Key APIs: block_rank_in_cluster()
, cluster_arrive()
, cluster_wait()
π Cluster-Wide Collective Operations
Focus: Extending block-level patterns to cluster scale
Learn cluster-wide reductions and collective operations that extend familiar block.sum()
concepts to coordinate across multiple thread blocks for large-scale computations.
Key APIs: cluster_sync()
, elect_one_sync()
for efficient cluster coordination
π Advanced Cluster Algorithms
Focus: Production-ready multi-level coordination patterns
Implement sophisticated algorithms combining warp-level, block-level, and cluster-level coordination for maximum GPU utilization and complex computational workflows.
Key APIs: elect_one_sync()
, cluster_arrive()
, advanced coordination patterns
Why cluster programming matters
Problem Scale: Modern AI and scientific workloads often require computations that exceed single thread block capabilities:
- Large matrix operations requiring inter-block coordination (like matrix multiplication from Puzzle 16)

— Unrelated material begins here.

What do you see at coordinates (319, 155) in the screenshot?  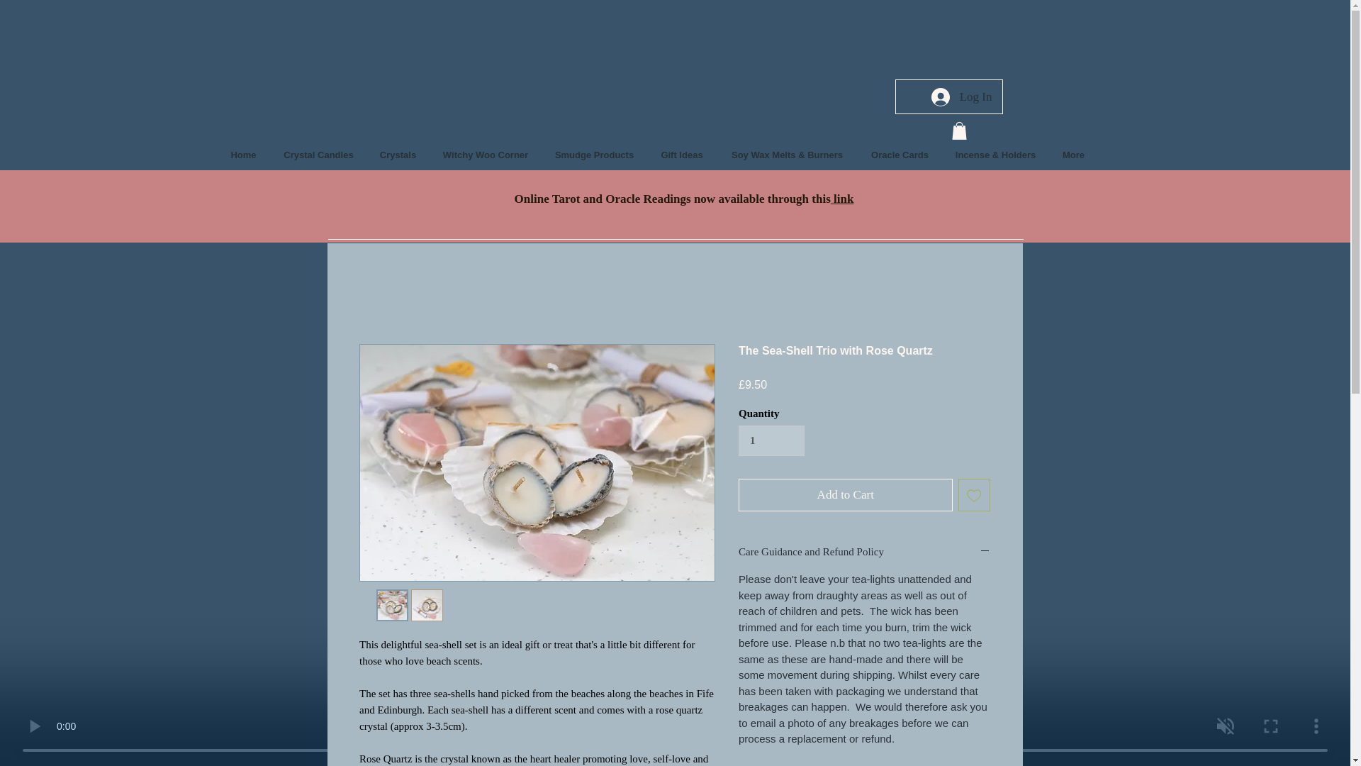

- Multi-stage algorithms with producer-consumer dependencies from Puzzle 29
- Global statistics across datasets larger than shared memory from Puzzle 8
- Advanced stencil computations requiring neighbor block communication
Hardware Evolution: As GPUs gain more compute units (see GPU architecture profiling in Puzzle 30), cluster programming becomes essential for utilizing next-generation hardware efficiently.
Educational value
By completing this puzzle, youβll have learned the complete GPU programming hierarchy:
- Thread-level: Individual computation units with SIMD operations
- Warp-level: 32-thread SIMT coordination (Puzzles 24-26)

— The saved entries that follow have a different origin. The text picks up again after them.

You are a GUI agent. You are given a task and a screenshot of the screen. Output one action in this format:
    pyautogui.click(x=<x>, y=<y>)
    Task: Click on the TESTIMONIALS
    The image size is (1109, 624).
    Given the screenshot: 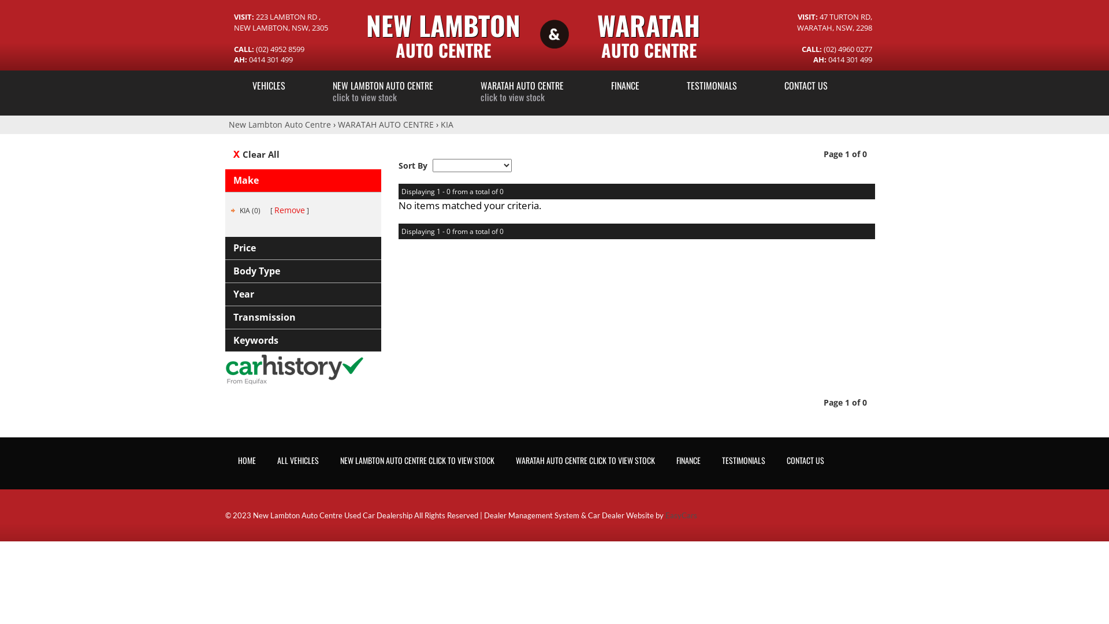 What is the action you would take?
    pyautogui.click(x=712, y=91)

- Block-level: Multi-warp coordination with shared memory (Puzzle 27)
- π Cluster-level: Multi-block coordination (Puzzle 34)
- Grid-level: Independent block execution across multiple streaming multiprocessors
This progression prepares you for next-generation GPU programming and large-scale parallel computing challenges, building on the performance optimization techniques from Puzzles 30-32.
Getting started
Prerequisites:
- Complete understanding of block-level programming (Puzzle 27)

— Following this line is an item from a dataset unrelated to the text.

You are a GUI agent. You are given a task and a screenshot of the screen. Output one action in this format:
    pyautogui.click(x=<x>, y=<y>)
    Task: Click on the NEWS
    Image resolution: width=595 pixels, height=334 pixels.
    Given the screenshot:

- Experience with warp-level programming (Puzzles 24-26)
- Familiarity with GPU memory hierarchy from shared memory concepts (Puzzle 8)
- Understanding of GPU synchronization from barriers (Puzzle 29)
- Access to NVIDIA SM90+ hardware or compatible environment
Recommended approach: Follow the 3-part progression sequentially, as each part builds essential concepts for the next level of complexity.
Hardware note: If running on non-SM90+ hardware, the puzzles serve as educational examples of cluster programming concepts and API usage patterns.
Ready to learn the future of GPU programming? Start with Multi-Block Coordination Basics to learn fundamental cluster synchronization patterns!